Introduction
The Explorer is Sourceful Energy's window into the decentralized energy network - a web app that makes the invisible visible. While the mobile app focuses on onboarding and managing individual energy assets, the Explorer pulls back to reveal the bigger picture: a real-time, interactive view of every node contributing to the network on Solana.
Users connect via their wallet to access detailed analytics on energy systems, network activity, and token flows. The design challenge was translating dense blockchain and energy data into something immediately legible - without dumbing it down. Every chart, map marker, and data point needed to serve both crypto-native users exploring DePIN for the first time and energy professionals evaluating network health.
The result is a tool that feels more like a living dashboard than a typical block explorer - grounded in real physical infrastructure, not just transaction hashes.
Live
Challenges
The Explorer drops users into a dense, data-rich environment and asks: what do you want to know? That open-ended nature was the core design problem.
Information architecture was the biggest challenge. The platform pulls from multiple API endpoints - network stats, individual device data, token activity, energy production - each dataset serves a different user with different intent.
ICs and community members wants to see network growth. A device owner wants granular performance data. A curious newcomer just wants to understand what DePIN actually looks like in practice. Designing a single interface that serves all three without becoming cluttered or confusing required constant prioritisation and restraint.
Wallet integration and authentication introduced familiar web3 friction. Connect flows needed to be seamless enough that crypto-native users didn't think twice, but clear enough that someone connecting a wallet for the first time understood what they were agreeing to and why.
To lower the barrier further, I designed a demo mode and guided tour - giving users a way to explore real network data without needing a wallet at all. This was critical for building trust and letting the product speak for itself before asking for any commitment.
I released an early beta to our Discord community and ran rapid feedback cycles with active members, treating them as collaborators rather than testers. Their input shaped everything from data visualisation choices to navigation patterns, and meant the general release landed with confidence.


Quote the entries word for word. Omit the pictures.

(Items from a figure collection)
◇ ◇ ◇ ◇ ◇

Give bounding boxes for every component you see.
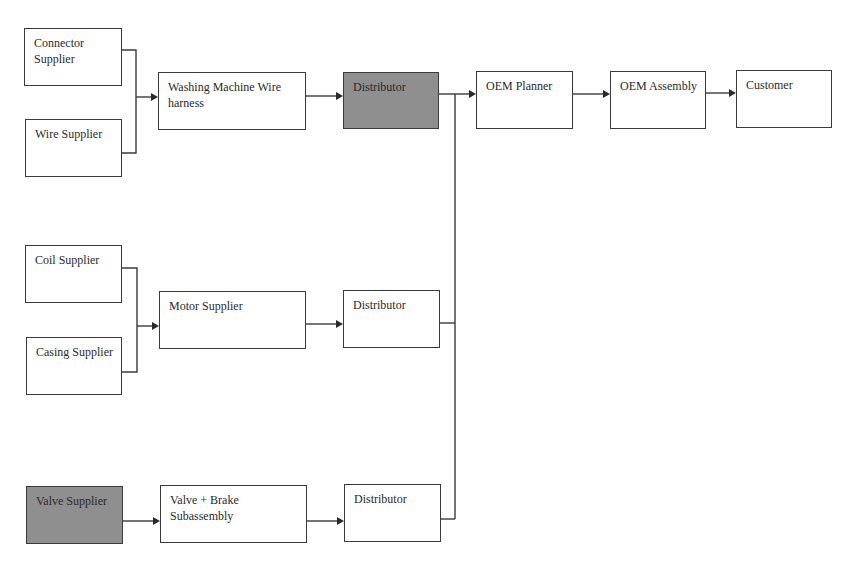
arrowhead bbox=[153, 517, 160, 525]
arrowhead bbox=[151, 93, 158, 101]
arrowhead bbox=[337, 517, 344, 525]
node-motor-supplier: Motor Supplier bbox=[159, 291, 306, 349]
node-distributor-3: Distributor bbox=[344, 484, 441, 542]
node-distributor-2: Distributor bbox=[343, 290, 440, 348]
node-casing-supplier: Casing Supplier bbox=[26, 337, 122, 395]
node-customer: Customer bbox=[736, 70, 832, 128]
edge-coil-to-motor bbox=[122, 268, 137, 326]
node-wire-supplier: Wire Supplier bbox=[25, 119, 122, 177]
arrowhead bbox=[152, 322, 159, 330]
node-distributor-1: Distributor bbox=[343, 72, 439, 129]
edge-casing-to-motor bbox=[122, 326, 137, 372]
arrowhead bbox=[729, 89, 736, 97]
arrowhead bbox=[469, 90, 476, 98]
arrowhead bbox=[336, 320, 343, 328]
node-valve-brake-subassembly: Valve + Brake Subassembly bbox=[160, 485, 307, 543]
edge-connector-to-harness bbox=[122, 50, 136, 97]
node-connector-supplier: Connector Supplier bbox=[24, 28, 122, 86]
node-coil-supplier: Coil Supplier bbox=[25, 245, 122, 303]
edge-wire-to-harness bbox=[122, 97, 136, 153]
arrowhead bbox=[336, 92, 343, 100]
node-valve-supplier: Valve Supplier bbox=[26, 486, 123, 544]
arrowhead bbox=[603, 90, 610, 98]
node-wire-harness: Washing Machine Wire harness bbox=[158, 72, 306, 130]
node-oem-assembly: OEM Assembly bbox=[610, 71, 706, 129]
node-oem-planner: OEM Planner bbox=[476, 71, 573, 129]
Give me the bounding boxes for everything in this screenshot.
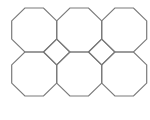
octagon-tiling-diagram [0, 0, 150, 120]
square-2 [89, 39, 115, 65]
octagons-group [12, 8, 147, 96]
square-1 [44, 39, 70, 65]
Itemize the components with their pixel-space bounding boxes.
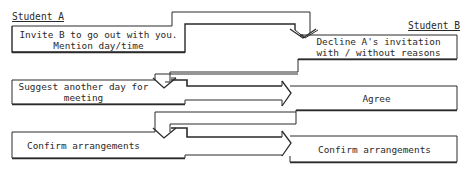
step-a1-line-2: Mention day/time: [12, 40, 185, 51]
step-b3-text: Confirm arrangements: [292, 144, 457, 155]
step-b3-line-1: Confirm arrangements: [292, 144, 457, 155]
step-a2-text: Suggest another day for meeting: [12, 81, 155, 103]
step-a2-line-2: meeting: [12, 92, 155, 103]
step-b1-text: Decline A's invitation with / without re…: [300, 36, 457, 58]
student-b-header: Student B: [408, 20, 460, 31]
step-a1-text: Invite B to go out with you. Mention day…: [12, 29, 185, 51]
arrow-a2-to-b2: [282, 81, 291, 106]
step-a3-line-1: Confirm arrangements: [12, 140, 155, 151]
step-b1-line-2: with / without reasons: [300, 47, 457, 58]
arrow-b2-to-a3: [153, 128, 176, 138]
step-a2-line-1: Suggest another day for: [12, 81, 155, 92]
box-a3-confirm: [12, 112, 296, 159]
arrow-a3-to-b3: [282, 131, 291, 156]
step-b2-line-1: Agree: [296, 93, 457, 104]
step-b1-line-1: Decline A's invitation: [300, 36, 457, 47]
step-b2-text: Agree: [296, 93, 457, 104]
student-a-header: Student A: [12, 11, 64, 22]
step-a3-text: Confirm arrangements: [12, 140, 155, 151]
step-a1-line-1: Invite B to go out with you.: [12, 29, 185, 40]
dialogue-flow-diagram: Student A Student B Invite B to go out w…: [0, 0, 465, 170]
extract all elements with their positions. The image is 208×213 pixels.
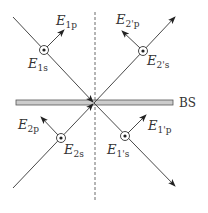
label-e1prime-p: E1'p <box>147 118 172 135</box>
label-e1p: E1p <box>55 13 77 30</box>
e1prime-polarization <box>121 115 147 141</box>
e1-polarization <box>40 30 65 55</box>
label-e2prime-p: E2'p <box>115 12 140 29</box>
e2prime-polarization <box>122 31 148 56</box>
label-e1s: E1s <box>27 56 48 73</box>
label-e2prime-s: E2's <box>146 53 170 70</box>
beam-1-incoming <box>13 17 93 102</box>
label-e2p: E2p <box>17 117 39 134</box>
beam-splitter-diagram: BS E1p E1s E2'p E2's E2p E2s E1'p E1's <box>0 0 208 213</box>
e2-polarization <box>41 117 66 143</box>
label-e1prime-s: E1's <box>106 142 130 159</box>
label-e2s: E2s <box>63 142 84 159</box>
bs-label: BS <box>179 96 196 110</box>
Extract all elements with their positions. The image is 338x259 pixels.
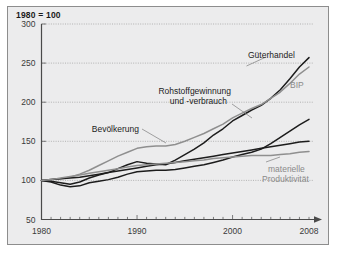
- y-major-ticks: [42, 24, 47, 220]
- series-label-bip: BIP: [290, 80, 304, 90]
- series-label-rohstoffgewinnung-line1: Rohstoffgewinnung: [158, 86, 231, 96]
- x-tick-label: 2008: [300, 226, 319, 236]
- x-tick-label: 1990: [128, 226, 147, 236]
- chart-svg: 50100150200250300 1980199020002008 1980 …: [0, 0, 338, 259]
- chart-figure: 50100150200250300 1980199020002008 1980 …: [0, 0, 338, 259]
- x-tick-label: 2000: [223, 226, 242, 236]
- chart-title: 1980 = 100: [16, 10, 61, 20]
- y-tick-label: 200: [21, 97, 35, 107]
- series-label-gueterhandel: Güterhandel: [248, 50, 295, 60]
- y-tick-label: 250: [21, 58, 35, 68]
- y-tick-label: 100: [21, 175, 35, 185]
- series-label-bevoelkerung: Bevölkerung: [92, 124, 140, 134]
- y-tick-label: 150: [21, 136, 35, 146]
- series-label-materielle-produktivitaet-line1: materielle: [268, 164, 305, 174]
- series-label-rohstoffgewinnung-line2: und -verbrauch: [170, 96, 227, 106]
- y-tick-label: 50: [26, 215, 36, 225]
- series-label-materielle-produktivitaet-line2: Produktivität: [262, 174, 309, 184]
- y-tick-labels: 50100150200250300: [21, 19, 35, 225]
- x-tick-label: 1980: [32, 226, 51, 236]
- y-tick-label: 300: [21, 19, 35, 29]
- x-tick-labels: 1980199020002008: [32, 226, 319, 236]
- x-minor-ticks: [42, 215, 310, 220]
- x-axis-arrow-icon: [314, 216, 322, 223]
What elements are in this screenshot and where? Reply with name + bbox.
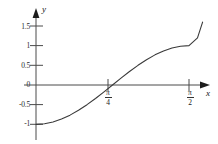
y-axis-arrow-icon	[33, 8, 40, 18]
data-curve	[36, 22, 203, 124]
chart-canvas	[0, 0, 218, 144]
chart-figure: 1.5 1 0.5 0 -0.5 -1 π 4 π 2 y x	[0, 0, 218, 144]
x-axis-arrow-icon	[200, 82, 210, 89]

◇ ◇ ◇ ◇ ◇

- [EXERCISE ANSWER]:
Give bounding boxes for every component you see.
arrowhead bbox=[153, 517, 160, 525]
arrowhead bbox=[151, 93, 158, 101]
arrowhead bbox=[337, 517, 344, 525]
node-motor-supplier: Motor Supplier bbox=[159, 291, 306, 349]
node-distributor-3: Distributor bbox=[344, 484, 441, 542]
node-distributor-2: Distributor bbox=[343, 290, 440, 348]
node-casing-supplier: Casing Supplier bbox=[26, 337, 122, 395]
node-customer: Customer bbox=[736, 70, 832, 128]
edge-coil-to-motor bbox=[122, 268, 137, 326]
node-wire-supplier: Wire Supplier bbox=[25, 119, 122, 177]
arrowhead bbox=[152, 322, 159, 330]
node-distributor-1: Distributor bbox=[343, 72, 439, 129]
edge-casing-to-motor bbox=[122, 326, 137, 372]
arrowhead bbox=[729, 89, 736, 97]
arrowhead bbox=[469, 90, 476, 98]
arrowhead bbox=[336, 320, 343, 328]
node-valve-brake-subassembly: Valve + Brake Subassembly bbox=[160, 485, 307, 543]
edge-connector-to-harness bbox=[122, 50, 136, 97]
node-connector-supplier: Connector Supplier bbox=[24, 28, 122, 86]
node-coil-supplier: Coil Supplier bbox=[25, 245, 122, 303]
edge-wire-to-harness bbox=[122, 97, 136, 153]
arrowhead bbox=[336, 92, 343, 100]
node-valve-supplier: Valve Supplier bbox=[26, 486, 123, 544]
arrowhead bbox=[603, 90, 610, 98]
node-wire-harness: Washing Machine Wire harness bbox=[158, 72, 306, 130]
node-oem-assembly: OEM Assembly bbox=[610, 71, 706, 129]
node-oem-planner: OEM Planner bbox=[476, 71, 573, 129]
Give me the bounding boxes for everything in this screenshot.
octagon-tiling-diagram [0, 0, 150, 120]
square-2 [89, 39, 115, 65]
octagons-group [12, 8, 147, 96]
square-1 [44, 39, 70, 65]
Itemize the components with their pixel-space bounding boxes.
step-a1-line-2: Mention day/time: [12, 40, 185, 51]
step-b3-text: Confirm arrangements: [292, 144, 457, 155]
step-b3-line-1: Confirm arrangements: [292, 144, 457, 155]
step-a2-text: Suggest another day for meeting: [12, 81, 155, 103]
step-a2-line-2: meeting: [12, 92, 155, 103]
step-b1-text: Decline A's invitation with / without re…: [300, 36, 457, 58]
student-b-header: Student B: [408, 20, 460, 31]
step-a1-text: Invite B to go out with you. Mention day…: [12, 29, 185, 51]
arrow-a2-to-b2: [282, 81, 291, 106]
step-a3-line-1: Confirm arrangements: [12, 140, 155, 151]
step-b1-line-2: with / without reasons: [300, 47, 457, 58]
arrow-b2-to-a3: [153, 128, 176, 138]
step-a2-line-1: Suggest another day for: [12, 81, 155, 92]
box-a3-confirm: [12, 112, 296, 159]
arrow-a3-to-b3: [282, 131, 291, 156]
step-b2-line-1: Agree: [296, 93, 457, 104]
step-b1-line-1: Decline A's invitation: [300, 36, 457, 47]
step-b2-text: Agree: [296, 93, 457, 104]
student-a-header: Student A: [12, 11, 64, 22]
step-a3-text: Confirm arrangements: [12, 140, 155, 151]
step-a1-line-1: Invite B to go out with you.: [12, 29, 185, 40]
dialogue-flow-diagram: Student A Student B Invite B to go out w…: [0, 0, 465, 170]
extract all elements with their positions. The image is 208×213 pixels.
label-e1prime-p: E1'p <box>147 118 172 135</box>
label-e1p: E1p <box>55 13 77 30</box>
e1prime-polarization <box>121 115 147 141</box>
e1-polarization <box>40 30 65 55</box>
label-e2prime-p: E2'p <box>115 12 140 29</box>
e2prime-polarization <box>122 31 148 56</box>
label-e1s: E1s <box>27 56 48 73</box>
label-e2prime-s: E2's <box>146 53 170 70</box>
beam-1-incoming <box>13 17 93 102</box>
label-e2p: E2p <box>17 117 39 134</box>
beam-splitter-diagram: BS E1p E1s E2'p E2's E2p E2s E1'p E1's <box>0 0 208 213</box>
e2-polarization <box>41 117 66 143</box>
label-e1prime-s: E1's <box>106 142 130 159</box>
label-e2s: E2s <box>63 142 84 159</box>
bs-label: BS <box>179 96 196 110</box>
Extract all elements with their positions. The image is 338x259 pixels.
- y-major-ticks: [42, 24, 47, 220]
- series-label-bip: BIP: [290, 80, 304, 90]
- series-label-rohstoffgewinnung-line1: Rohstoffgewinnung: [158, 86, 231, 96]
- x-tick-label: 2008: [300, 226, 319, 236]
- x-tick-label: 1990: [128, 226, 147, 236]
- chart-svg: 50100150200250300 1980199020002008 1980 …: [0, 0, 338, 259]
- chart-figure: 50100150200250300 1980199020002008 1980 …: [0, 0, 338, 259]
- x-tick-label: 2000: [223, 226, 242, 236]
- chart-title: 1980 = 100: [16, 10, 61, 20]
- y-tick-label: 200: [21, 97, 35, 107]
- series-label-gueterhandel: Güterhandel: [248, 50, 295, 60]
- y-tick-label: 250: [21, 58, 35, 68]
- y-tick-label: 100: [21, 175, 35, 185]
- series-label-bevoelkerung: Bevölkerung: [92, 124, 140, 134]
- y-tick-label: 150: [21, 136, 35, 146]
- series-label-materielle-produktivitaet-line1: materielle: [268, 164, 305, 174]
- series-label-rohstoffgewinnung-line2: und -verbrauch: [170, 96, 227, 106]
- y-tick-label: 50: [26, 215, 36, 225]
- series-label-materielle-produktivitaet-line2: Produktivität: [262, 174, 309, 184]
- y-tick-labels: 50100150200250300: [21, 19, 35, 225]
- x-tick-label: 1980: [32, 226, 51, 236]
- y-tick-label: 300: [21, 19, 35, 29]
- x-tick-labels: 1980199020002008: [32, 226, 319, 236]
- x-minor-ticks: [42, 215, 310, 220]
- x-axis-arrow-icon: [314, 216, 322, 223]
What elements are in this screenshot and where? Reply with name + bbox.
y-axis-arrow-icon	[33, 8, 40, 18]
data-curve	[36, 22, 203, 124]
chart-canvas	[0, 0, 218, 144]
chart-figure: 1.5 1 0.5 0 -0.5 -1 π 4 π 2 y x	[0, 0, 218, 144]
x-axis-arrow-icon	[200, 82, 210, 89]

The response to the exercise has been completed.